Federal courts to the rescue on bad appliance regulations?

Photo Credit: Getty

The US Supreme Court recently heard a case that could impact how much deference judges give to regulatory agencies. To be certain, any relief from the so-called Chevron doctrine and its high level of deference would be welcomed. But even before the Supreme Court decision is out, some federal judges are already tiring of being handed a junk analysis from regulators and expected to rubber stamp it. That certainly seems to be the case with three successful legal challenges to bad appliance regulations.

Most recently, in Louisiana v. US Department of Energy, the US Court of the Appeals for the Fifth Circuit invalidated a Biden Department of Energy (DOE) final rule on dishwashers. The issue dates back to 2018 when the Competitive Enterprise Institute (CEI) petitioned DOE to address the fact that its existing energy and water efficiency standard for dishwashers increased the time it takes to complete a load of dishes from around an hour to two or more. In 2020, the Trump administration DOE granted the petition, which would have eventually led to a new standard achievable by models that can finish a load in an hour or less. Unfortunately, in 2021 the Biden DOE came in an shut down the process of bringing back faster dishwashers. The legal challenge, brought by 12 state attorneys general and for which CEI co-authored an amicus brief, focused on this Biden administration action.

The decision reads as if the judges all hate their dishwashers. The court was completely unconvinced of the agency’s rationale for dodging the problems with its current dishwasher standard, even going so far as to say that it “borders on the frivolous.” Among other things, the court noted that the existing standard leads to more “energy-and-water-wasting rewashing, prewashing, and handwashing,” thus undercutting the ostensible purpose of the regulation. It also made the point that DOE only has the authority to target energy use in dishwashers, but not water use.

The court remanded the issue back to DOE. The agency must either restart the process of promulgating a rule allowing one-hour dishwashers or at least come up with a more convincing rationale for not doing so.

Another federal court was equally unimpressed with DOE’s reasoning behind a new DOE energy efficiency regulation for commercial boilers – twice in fact. The US Court of Appeals for the District of Columbia initially remanded the rule back to the agency. Rather than genuinely address any problems identified by the court, DOE finalized the same standard while merely doing a little window dressing to its analysis. When challenged again in court in American Public Gas Assn. v. U.S. Department of Energy, the judges were just as unconvinced with the agency’s second line of reasoning, and invalidated the rule.

The agency analysis assumes that building owners randomly choose boilers rather than select the one suited to their individual needs. Doing so allows DOE to claim significantly greater benefits from the standard by claiming that it helps protect building owners from their uninformed choices. But the court didn’t buy this nonsense, both the first time as well as the second.

Finally, in California Restaurant Assn. v. City of Berkeley,  the US Court of Appeals for the 9th Circuit struck down the city of Berkeley California’s ban on natural gas hookups in new construction. The case centered around the Energy Policy and Conservation Act of 1975 (EPCA), the same federal statute under which DOE sets the appliance standards discussed previously. EPCA preempts state and local governments from setting their own standards concerning energy efficiency or energy use of appliances. The restaurant owners argued, quite logically, that banning natural gas hookups would effectively ban natural gas stoves, furnaces, and water heaters, and thus violates the preemption provisions in EPCA.  Berkeley, along with the Biden Administration which filed a brief in Berkeley’s favor, claimed that EPCA preemption applies narrowly to the direct regulation of appliances and not the infrastructure needed to supply them. Luckily, the court was having none of it, holding that “Berkeley can’t bypass preemption by banning natural gas piping within buildings rather than banning natural gas products themselves.”

Granted, it would be very helpful if the Supreme Court threw Chevron deference onto the scrapheap of legal history. But it is also good news that a number of federal judges are willing to take a commonsense look at these weak agency justifications for appliance regulations and, on their own, refuse to go along with them.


■ WORK TO COMPLETE ■
What is the number of lines in these entries that contain "text"? State it alone.

##### AVAILABLE DATA

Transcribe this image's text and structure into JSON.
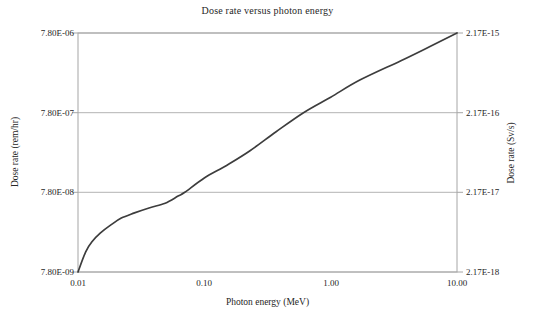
{
  "chart_data": {
    "type": "line",
    "title": "Dose rate versus photon energy",
    "xlabel": "Photon energy (MeV)",
    "ylabel_left": "Dose rate (rem/hr)",
    "ylabel_right": "Dose rate (Sv/s)",
    "xscale": "log",
    "yscale": "log",
    "xlim": [
      0.01,
      10
    ],
    "ylim_left": [
      7.8e-09,
      7.8e-06
    ],
    "ylim_right": [
      2.17e-18,
      2.17e-15
    ],
    "grid": "horizontal-only",
    "legend": "none",
    "x_ticks": {
      "values": [
        0.01,
        0.1,
        1,
        10
      ],
      "labels": [
        "0.01",
        "0.10",
        "1.00",
        "10.00"
      ]
    },
    "y_ticks_left": {
      "values": [
        7.8e-06,
        7.8e-07,
        7.8e-08,
        7.8e-09
      ],
      "labels": [
        "7.80E-06",
        "7.80E-07",
        "7.80E-08",
        "7.80E-09"
      ]
    },
    "y_ticks_right": {
      "labels": [
        "2.17E-15",
        "2.17E-16",
        "2.17E-17",
        "2.17E-18"
      ]
    },
    "series": [
      {
        "name": "dose rate",
        "color": "#3d3d3d",
        "points": [
          [
            0.01,
            7.8e-09
          ],
          [
            0.0115,
            1.4e-08
          ],
          [
            0.013,
            1.9e-08
          ],
          [
            0.015,
            2.4e-08
          ],
          [
            0.018,
            3e-08
          ],
          [
            0.022,
            3.7e-08
          ],
          [
            0.028,
            4.3e-08
          ],
          [
            0.037,
            5e-08
          ],
          [
            0.049,
            5.7e-08
          ],
          [
            0.062,
            7e-08
          ],
          [
            0.07,
            7.8e-08
          ],
          [
            0.1,
            1.18e-07
          ],
          [
            0.15,
            1.7e-07
          ],
          [
            0.23,
            2.6e-07
          ],
          [
            0.37,
            4.5e-07
          ],
          [
            0.61,
            7.8e-07
          ],
          [
            1.0,
            1.22e-06
          ],
          [
            1.7,
            2e-06
          ],
          [
            3.6,
            3.5e-06
          ],
          [
            6.0,
            5.2e-06
          ],
          [
            10.0,
            7.8e-06
          ]
        ]
      }
    ],
    "colors": {
      "grid": "#b3b3b3",
      "axis": "#a6a6a6",
      "text": "#262626",
      "background": "#ffffff"
    }
  }
}
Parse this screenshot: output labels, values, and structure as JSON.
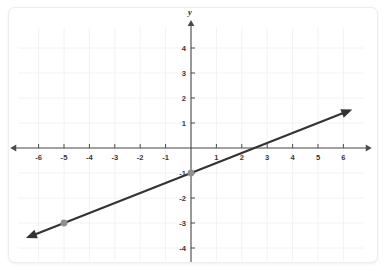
{
  "figure": {
    "name": "coordinate-plane-line-graph",
    "background_color": "#ffffff",
    "border_color": "#ededed"
  },
  "axes": {
    "x_label": "x",
    "y_label": "y",
    "axis_color": "#4a4a4a",
    "grid_color": "#f2f2f2",
    "x_range": [
      -6.8,
      6.8
    ],
    "y_range": [
      -4.5,
      4.8
    ],
    "x_tick_labels": [
      "-6",
      "-5",
      "-4",
      "-3",
      "-2",
      "-1",
      "1",
      "2",
      "3",
      "4",
      "5",
      "6"
    ],
    "x_tick_values": [
      -6,
      -5,
      -4,
      -3,
      -2,
      -1,
      1,
      2,
      3,
      4,
      5,
      6
    ],
    "y_tick_labels": [
      "4",
      "3",
      "2",
      "1",
      "-1",
      "-2",
      "-3",
      "-4"
    ],
    "y_tick_values": [
      4,
      3,
      2,
      1,
      -1,
      -2,
      -3,
      -4
    ],
    "tick_label_color": "#3b3b3b"
  },
  "chart_data": {
    "type": "line",
    "title": "",
    "xlabel": "x",
    "ylabel": "y",
    "xlim": [
      -6.8,
      6.8
    ],
    "ylim": [
      -4.5,
      4.8
    ],
    "grid": true,
    "legend": "none",
    "series": [
      {
        "name": "line",
        "equation": "y = 0.4x - 1",
        "slope": 0.4,
        "y_intercept": -1,
        "x_intercept": 2.5,
        "color": "#333333",
        "arrows": "both",
        "endpoints": [
          {
            "x": -6.5,
            "y": -3.6
          },
          {
            "x": 6.35,
            "y": 1.54
          }
        ],
        "points": [
          {
            "x": 0,
            "y": -1,
            "marker": "dot",
            "color": "#909090"
          },
          {
            "x": -5,
            "y": -3,
            "marker": "dot",
            "color": "#909090"
          }
        ]
      }
    ],
    "x_ticks": [
      -6,
      -5,
      -4,
      -3,
      -2,
      -1,
      1,
      2,
      3,
      4,
      5,
      6
    ],
    "y_ticks": [
      4,
      3,
      2,
      1,
      -1,
      -2,
      -3,
      -4
    ]
  }
}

##########

■ SOLUTION FOR THIS EXERCISE ■
2